The Interior Department has reversed a last-minute move by the Trump administration to rein in a popular conservation program that has helped protect land in Southern Arizona and across the country.
Late last year, environmentalists accused outgoing Interior Secretary David Bernhardt of trying to sabotage the 55-year-old Land and Water Conservation Fund with a slate of new restrictions on how the money could be spent.
Biden’s acting interior secretary, Scott de la Vega, swept all that away Feb. 11 with a new order rescinding Bernhardt’s guidelines for the fund.
The landmark program uses federal royalties from offshore oil and natural-gas production to pay for a wide array of recreation projects and preservation work, from the construction of local ballfields to the expansion of national parks.
Congress permanently reauthorized the program in 2019, then voted last year to fully fund it at $900 million annually as part of the bipartisan Great American Outdoors Act.
Bernhardt’s directive would have prohibited the use of the fund to expand the boundaries of an existing federal park or protected area.
It also would have allowed state and local officials to easily block federal land acquisitions by requiring “a written expression of support by both the affected governor and local county.”
In reversing the Nov. 9 action, de la Vega said his predecessor’s order “needlessly” inhibited the use of the fund as directed by Congress and imposed new restrictions not mandated by the law “without meaningful consultation with stakeholders or the public.”
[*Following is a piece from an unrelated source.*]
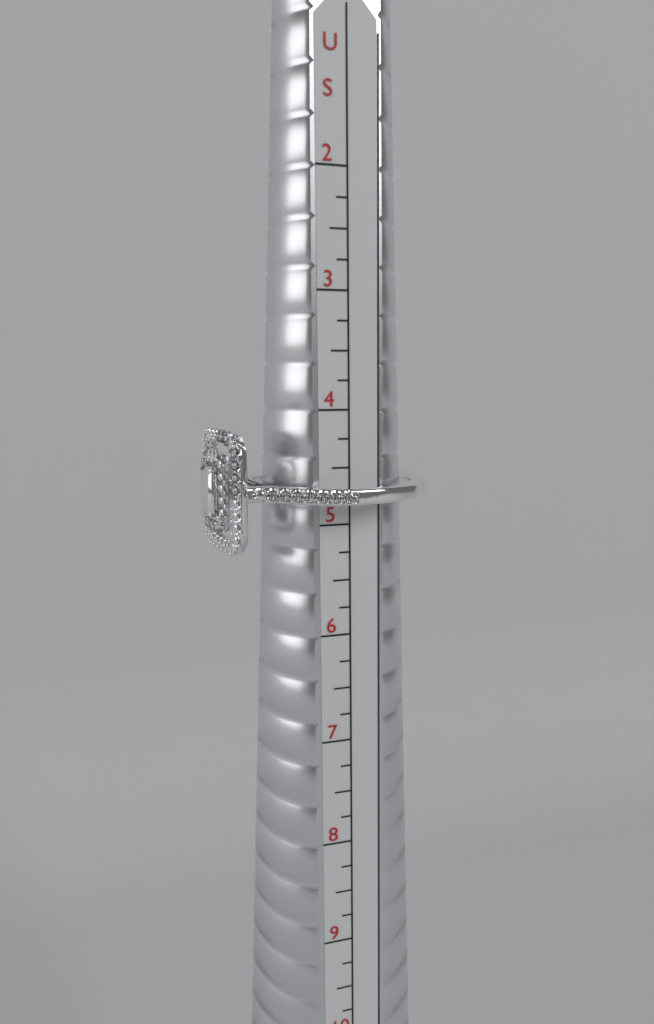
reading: 5.25 US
Conservation groups hailed the move, which came one day after 90 members of Congress — including Arizona Reps. Raúl Grijalva and Tom O’Halleran — signed a bipartisan letter urging immediate action by the new administration.
Bill Lee is senior vice president of government relations for The Trust for Public Land, a San Francisco-based nonprofit that has protected more than 3 million acres across the United States since 1972.
“The Great American Outdoors Act enjoyed overwhelming bipartisan support in part because it expands outdoor access to those who most need it,” Lee said in a written statement. “Equitable access to the outdoors is central to people leading healthier, more resilient lives, and The Trust for Public Land is very pleased the Biden Administration has restored funding for parks and open space in our cities.”
Since its inception in 1965, the Land and Water Conservation Fund has paid for $4 billion worth of projects, located in every county in the country, according to the Interior Department.
Last year, The Trust for Public Land brokered a sale using $1.25 million from the conservation fund for 83 acres of private land on the east side of the Tucson Mountains to preserve a wildlife corridor between Saguaro National Park and Pima County’s Sweetwater Preserve.
The trust’s latest deal would use money from the fund to buy 3,000 acres of private ranch property and turn it over to the federal Bureau of Land Management to protect the watershed and improve public access in the Aravaipa Canyon Wilderness, about 70 miles northeast of Tucson.
That transaction is on track for completion this summer.